Introduction to Graph Databases

Introduction to Graph Databases

In recent years the database scene has been boiling. New databases for special purposes seem to emerge every day and for a good reason. Data processing needs have become more and more specialized and with scale you often need to store your data in a way that reflects its structure in order to support proper queries. The default of storing everything in a relational database is often not the right solution. Graphs, which are a superset of trees and hierarchies are a very natural way to represent many real world concepts.

Facebook and its social graph brought it to center stage, but graphs, trees and hierarchies were always important. It is possible to model graphs pretty easily with a relational database because a graph is really just vertices connected by edges, that map very well to the entity-relational model. But, performance is a different story at scale and with deep hierarchies.

Many graph databases exist today with different levels of maturity. One of the most interesting developments in this domain is the TinkerPop?Apache incubator project, which is a graph computing framework with active industry contribution. Checkout the getting started tutorial here?to get familiarized with the terrain.

Other interesting projects include DataStax (Cassandra) acquiring TitanDB and incorporating it and of course Facebook’s GraphQL. And, there is always Neo4J?that has a mature enterprise-ready solution and an impressive list of customers.

The exciting part is how to combine graph databases with other data systems and how to construct viable data intensive systems that scale well to address new data challenges such as the coming of the IoT era where sensors will generate unprecedented amounts of data.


• **The task**: Exactly the lines from the opening of the data through the line containing "This screenshot has height=474, width=954." should be reproduced, please, with nothing added.

• **Data for the task**:
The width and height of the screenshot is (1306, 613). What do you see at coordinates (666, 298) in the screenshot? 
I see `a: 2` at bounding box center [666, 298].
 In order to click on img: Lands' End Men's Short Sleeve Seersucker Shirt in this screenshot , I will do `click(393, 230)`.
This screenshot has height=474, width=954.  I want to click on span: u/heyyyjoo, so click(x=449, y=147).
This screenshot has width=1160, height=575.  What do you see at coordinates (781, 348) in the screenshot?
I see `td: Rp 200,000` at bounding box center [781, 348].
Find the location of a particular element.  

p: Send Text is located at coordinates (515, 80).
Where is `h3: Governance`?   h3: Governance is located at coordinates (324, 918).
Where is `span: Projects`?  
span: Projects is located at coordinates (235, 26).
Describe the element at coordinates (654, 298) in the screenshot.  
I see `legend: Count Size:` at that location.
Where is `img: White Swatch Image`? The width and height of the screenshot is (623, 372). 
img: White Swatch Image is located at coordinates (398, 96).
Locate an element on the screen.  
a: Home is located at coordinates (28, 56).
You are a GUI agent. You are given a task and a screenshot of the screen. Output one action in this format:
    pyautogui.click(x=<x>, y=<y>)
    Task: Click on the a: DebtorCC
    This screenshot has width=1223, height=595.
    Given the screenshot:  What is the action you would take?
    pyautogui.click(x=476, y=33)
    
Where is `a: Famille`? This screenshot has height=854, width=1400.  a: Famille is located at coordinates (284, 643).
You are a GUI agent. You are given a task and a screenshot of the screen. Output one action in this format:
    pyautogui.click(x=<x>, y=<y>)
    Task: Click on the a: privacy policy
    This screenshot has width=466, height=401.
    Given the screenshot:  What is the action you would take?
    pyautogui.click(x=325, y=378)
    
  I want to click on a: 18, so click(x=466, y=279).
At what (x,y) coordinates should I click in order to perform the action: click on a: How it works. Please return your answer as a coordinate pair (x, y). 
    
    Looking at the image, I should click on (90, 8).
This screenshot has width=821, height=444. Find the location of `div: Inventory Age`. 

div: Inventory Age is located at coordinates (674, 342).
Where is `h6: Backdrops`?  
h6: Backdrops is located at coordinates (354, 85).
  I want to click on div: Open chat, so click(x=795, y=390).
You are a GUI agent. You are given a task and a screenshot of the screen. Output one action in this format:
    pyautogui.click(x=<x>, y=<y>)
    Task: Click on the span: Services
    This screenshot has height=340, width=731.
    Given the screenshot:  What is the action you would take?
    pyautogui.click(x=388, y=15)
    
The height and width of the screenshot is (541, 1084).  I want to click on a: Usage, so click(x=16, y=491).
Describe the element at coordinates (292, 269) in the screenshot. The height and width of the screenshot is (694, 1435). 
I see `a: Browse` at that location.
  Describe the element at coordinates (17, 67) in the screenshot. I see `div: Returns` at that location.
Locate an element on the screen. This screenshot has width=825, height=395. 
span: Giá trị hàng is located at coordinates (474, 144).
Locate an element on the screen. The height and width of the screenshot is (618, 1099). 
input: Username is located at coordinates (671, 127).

• **Answer below**:
The width and height of the screenshot is (1306, 613). What do you see at coordinates (666, 298) in the screenshot? 
I see `a: 2` at bounding box center [666, 298].
 In order to click on img: Lands' End Men's Short Sleeve Seersucker Shirt in this screenshot , I will do `click(393, 230)`.
This screenshot has height=474, width=954.  I want to click on span: u/heyyyjoo, so click(x=449, y=147).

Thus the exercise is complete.